The experience of architecture is a tactile amalgam of the senses. Our understanding of the way human consciousness organizes space and is organized by it has continually evolved. Most recently this evolution may be witnessed through a study of the nineteenth century's focus on perceptual empiricism, the development of theories concerning the perceptual dynamics of a body's position in relation to its surrounding architecture, and the realization of the essentially inseparable aspects of speed and spatiality. This understanding both forms and informs the initial organizing principles which influence the way I operate as an architect and the way I interact with architecture as an experiencing subject.
August Schmarsow's theories of space-sense, in challenging the previous historically dominant notion of form in architecture, were important but failed to include the understanding that vision is not only scientifically, but also culturally determined (171). Ornament and movement are the two primary precepts under which this discussion takes form. The phenomenological aspect, as detailed by Husserl's studies into the essences of perception and consciousness, has enlarged sensational knowledge, and this has been further enlarged by current modes of modern architecture and design (42).
Contemporary architecture can only be effectual in the exemplification of the artist's spirit when theories of mass, surface, and plan are considered within the larger conversation about contemporary culture and aesthetic ideology. For the late nineteenth century, the reification of architecture was a revelation in spatial practice: the invention of the movie camera and trains provided the embodied subject with new possibilities for perception. The greater regular variance of possibilities and speeds of movement through space have made it necessary to consider the qualitative changes that technology has brought to bear on the abstract imagination of space/time from which an architect operates.
Though ornament has been simultaneously embraced and derided in many foundational works on the theories of architecture, its involvement within theories of movement reaches an expansive, interrelated and unavoidable argument: each is, on its own, an important consideration, but an incomplete one. Considering motion without ornament treats the inevitability of surface as a kind of homogeneous “render” while considering the surface without render neglects the very fundamentals of the actual experience of moving through space. It is at this intersection of ornament and motion that I locate the next architectural revolution.
To reconnect the experience of architecture with the physical world, the world which in phenomenology always already exists, necessitates the sublimation of layperson, engineer, and artist within the single multiplicity of a licensed architect's body and mind.
The perceptual bond is a referral system between the artwork, its creator and its observer. In terms of movement, ornament and surface become realized only to the extent that an observer gives them consideration. Engaging with the world begins the process of reflection. What one feels when moving through space is inextricably linked to what one sees.
Architecture is, ultimately, a physical practice, not an abstract explanation or analysis. Artistic consciousness is a process of apperception. It is both the search for and the development of the awareness of personal memory and cultural experience that allows an architect to tap into the vast cultural cache of knowledge to produce a work that resonates with its public. We must not ignore tradition, but urge ourselves in the direction of new lines of sensory experience, to develop the kinetic extension of bodily impulses into the space itself, so that our minds and senses can be broadened, and not limited, by experience.
Works Cited
Husserl, Edmund, and William Ralph Boyce Gibson. Ideas: General Introduction to Pure Phenomenology, London: G. Allen & Unwin, 1931. Print.
Schmarsow, August and Roy Malcolm Porter. The Essence of Architecture: August Schmarsow's Theory of Space. Philadelphia: University of Pennsylvania, 2005. Print.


**What the task requires**
Only lines that contain the word "diagram" are to be returned from the data below.

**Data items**
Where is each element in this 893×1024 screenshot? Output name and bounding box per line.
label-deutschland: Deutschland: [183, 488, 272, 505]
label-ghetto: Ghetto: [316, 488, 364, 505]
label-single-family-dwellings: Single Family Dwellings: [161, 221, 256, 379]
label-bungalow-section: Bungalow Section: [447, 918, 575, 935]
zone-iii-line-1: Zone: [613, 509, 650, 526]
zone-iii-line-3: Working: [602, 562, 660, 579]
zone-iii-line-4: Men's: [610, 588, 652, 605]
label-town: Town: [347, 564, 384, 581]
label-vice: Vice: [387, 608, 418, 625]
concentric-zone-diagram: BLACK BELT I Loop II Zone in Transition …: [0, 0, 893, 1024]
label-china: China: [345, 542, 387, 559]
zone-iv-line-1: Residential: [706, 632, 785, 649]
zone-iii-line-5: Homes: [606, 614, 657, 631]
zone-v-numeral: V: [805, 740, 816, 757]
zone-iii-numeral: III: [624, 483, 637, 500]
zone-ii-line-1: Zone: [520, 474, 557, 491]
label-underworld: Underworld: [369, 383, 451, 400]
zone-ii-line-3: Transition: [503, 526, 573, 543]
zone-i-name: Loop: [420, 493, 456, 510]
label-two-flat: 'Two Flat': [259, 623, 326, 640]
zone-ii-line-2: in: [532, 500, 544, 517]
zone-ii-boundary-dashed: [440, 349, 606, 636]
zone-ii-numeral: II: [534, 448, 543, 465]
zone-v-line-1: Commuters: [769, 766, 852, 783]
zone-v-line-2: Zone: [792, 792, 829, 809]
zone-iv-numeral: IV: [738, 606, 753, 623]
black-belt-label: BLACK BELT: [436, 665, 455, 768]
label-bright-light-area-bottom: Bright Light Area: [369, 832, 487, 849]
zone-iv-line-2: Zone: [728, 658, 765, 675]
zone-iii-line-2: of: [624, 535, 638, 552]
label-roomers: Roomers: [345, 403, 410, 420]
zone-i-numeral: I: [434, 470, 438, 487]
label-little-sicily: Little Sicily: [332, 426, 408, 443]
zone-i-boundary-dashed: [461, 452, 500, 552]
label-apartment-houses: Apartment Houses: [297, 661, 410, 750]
--
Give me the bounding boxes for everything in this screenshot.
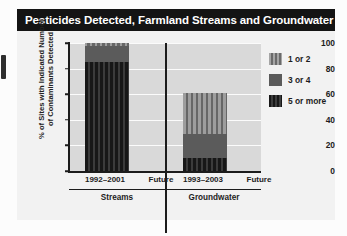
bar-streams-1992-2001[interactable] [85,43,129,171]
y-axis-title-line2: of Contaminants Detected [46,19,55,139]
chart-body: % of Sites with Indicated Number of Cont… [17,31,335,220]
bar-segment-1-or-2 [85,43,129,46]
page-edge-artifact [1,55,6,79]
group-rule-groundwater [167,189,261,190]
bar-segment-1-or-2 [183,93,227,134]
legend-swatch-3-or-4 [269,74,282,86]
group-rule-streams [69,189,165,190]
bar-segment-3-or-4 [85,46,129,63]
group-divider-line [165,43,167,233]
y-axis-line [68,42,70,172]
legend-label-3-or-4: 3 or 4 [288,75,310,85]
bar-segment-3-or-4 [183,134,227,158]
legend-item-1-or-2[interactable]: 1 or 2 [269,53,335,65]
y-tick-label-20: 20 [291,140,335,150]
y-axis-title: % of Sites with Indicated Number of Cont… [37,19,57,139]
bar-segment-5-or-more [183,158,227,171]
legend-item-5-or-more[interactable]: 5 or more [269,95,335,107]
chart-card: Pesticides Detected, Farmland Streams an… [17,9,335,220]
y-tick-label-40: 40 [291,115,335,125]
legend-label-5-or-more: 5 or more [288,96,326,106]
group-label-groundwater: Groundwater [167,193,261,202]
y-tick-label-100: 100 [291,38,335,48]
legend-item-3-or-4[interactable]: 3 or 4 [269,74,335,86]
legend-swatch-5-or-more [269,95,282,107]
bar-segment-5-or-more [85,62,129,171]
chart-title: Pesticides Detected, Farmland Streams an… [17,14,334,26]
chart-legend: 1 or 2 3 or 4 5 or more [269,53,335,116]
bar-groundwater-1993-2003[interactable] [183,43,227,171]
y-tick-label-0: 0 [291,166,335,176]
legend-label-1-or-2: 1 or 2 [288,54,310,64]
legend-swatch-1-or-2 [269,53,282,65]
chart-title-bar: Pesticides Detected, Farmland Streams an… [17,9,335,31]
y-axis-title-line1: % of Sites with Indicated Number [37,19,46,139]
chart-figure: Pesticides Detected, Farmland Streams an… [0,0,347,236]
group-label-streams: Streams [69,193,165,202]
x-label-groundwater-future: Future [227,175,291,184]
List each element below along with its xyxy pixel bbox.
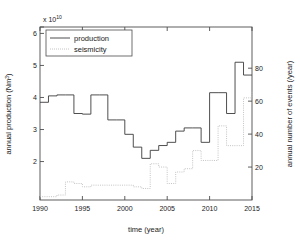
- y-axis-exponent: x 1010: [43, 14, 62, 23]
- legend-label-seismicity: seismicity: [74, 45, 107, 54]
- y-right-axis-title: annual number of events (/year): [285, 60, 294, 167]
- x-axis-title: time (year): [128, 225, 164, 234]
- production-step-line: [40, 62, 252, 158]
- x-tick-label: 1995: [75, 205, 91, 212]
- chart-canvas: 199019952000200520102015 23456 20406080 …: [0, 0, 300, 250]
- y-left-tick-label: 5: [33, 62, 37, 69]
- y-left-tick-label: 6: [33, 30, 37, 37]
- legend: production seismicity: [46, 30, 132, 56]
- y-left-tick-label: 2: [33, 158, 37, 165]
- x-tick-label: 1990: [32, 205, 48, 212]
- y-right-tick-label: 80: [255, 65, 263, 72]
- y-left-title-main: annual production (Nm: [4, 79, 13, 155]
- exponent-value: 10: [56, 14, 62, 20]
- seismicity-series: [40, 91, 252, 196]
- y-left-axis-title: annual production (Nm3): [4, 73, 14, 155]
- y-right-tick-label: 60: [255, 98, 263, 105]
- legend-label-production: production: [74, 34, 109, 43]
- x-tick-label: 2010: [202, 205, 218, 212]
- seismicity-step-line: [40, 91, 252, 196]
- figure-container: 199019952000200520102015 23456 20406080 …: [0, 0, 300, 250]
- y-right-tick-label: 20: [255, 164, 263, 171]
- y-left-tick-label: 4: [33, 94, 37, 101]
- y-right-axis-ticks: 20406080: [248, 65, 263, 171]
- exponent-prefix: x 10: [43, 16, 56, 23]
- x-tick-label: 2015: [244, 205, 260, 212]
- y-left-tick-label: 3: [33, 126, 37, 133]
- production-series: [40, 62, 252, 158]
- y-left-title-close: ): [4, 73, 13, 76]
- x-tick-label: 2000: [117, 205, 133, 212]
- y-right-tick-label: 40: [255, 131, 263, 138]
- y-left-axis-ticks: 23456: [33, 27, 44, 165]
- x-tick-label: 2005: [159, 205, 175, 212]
* * *
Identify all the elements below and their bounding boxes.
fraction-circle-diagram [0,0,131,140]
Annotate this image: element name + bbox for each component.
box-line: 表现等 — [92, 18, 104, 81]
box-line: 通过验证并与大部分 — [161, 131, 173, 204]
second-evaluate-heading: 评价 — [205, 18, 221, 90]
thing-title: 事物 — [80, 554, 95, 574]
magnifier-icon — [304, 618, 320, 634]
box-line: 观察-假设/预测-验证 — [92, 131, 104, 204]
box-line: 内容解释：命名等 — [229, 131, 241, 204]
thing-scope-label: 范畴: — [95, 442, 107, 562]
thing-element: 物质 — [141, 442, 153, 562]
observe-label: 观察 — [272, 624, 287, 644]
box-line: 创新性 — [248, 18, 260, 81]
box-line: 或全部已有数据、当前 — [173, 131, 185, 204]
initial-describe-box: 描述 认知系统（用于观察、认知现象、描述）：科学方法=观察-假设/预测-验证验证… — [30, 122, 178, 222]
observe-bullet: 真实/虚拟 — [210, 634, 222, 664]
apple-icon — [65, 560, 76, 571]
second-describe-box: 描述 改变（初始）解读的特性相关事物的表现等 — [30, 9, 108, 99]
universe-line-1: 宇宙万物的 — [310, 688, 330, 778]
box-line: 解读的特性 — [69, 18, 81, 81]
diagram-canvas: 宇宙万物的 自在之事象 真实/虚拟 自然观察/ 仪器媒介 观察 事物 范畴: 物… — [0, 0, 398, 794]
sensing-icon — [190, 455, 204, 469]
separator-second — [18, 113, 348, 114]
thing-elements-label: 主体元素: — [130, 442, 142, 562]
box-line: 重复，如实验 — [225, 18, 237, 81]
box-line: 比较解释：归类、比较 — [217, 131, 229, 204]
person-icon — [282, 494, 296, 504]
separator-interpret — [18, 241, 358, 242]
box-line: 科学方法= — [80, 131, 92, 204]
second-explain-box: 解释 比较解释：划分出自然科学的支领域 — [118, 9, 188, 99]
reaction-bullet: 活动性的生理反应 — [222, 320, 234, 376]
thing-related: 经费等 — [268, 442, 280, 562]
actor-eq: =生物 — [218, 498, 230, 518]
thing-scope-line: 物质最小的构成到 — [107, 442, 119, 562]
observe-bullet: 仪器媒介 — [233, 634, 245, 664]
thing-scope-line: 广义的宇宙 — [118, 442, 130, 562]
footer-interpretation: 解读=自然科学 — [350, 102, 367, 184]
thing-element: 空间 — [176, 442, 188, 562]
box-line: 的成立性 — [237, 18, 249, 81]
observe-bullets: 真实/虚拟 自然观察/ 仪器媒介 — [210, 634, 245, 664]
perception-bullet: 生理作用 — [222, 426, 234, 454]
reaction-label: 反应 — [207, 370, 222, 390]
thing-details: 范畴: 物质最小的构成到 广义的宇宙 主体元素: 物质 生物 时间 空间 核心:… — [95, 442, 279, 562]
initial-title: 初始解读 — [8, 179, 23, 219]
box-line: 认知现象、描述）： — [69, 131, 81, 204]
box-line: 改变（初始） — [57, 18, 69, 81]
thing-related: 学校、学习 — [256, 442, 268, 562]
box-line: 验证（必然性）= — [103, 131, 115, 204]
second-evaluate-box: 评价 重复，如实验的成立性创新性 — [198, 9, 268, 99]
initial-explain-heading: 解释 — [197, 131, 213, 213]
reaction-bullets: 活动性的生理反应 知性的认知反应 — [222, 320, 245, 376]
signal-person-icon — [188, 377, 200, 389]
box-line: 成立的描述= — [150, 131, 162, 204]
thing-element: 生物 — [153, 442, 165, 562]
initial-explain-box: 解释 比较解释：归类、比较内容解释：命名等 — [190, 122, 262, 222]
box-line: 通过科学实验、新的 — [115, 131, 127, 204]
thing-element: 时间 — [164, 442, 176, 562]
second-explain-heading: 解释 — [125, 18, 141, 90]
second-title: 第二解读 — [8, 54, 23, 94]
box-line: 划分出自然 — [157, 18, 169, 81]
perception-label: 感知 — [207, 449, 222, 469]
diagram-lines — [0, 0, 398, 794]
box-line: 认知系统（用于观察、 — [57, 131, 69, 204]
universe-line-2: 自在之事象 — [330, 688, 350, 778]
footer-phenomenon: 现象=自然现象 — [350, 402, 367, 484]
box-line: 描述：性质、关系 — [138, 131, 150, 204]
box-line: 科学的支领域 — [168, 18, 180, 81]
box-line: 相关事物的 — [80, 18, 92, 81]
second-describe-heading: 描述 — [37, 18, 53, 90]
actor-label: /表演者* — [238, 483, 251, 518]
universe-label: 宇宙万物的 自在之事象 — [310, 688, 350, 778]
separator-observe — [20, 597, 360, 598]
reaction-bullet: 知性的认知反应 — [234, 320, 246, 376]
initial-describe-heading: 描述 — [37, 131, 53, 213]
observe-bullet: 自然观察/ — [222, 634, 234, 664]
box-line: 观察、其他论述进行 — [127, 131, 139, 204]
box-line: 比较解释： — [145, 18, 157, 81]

**Exercise answer**
concentric-zone-diagram: BLACK BELT I Loop II Zone in Transition …: [0, 0, 893, 1024]
fraction-circle-diagram [0,0,131,140]
diagram-canvas: 宇宙万物的 自在之事象 真实/虚拟 自然观察/ 仪器媒介 观察 事物 范畴: 物… — [0, 0, 398, 794]
diagram-lines — [0, 0, 398, 794]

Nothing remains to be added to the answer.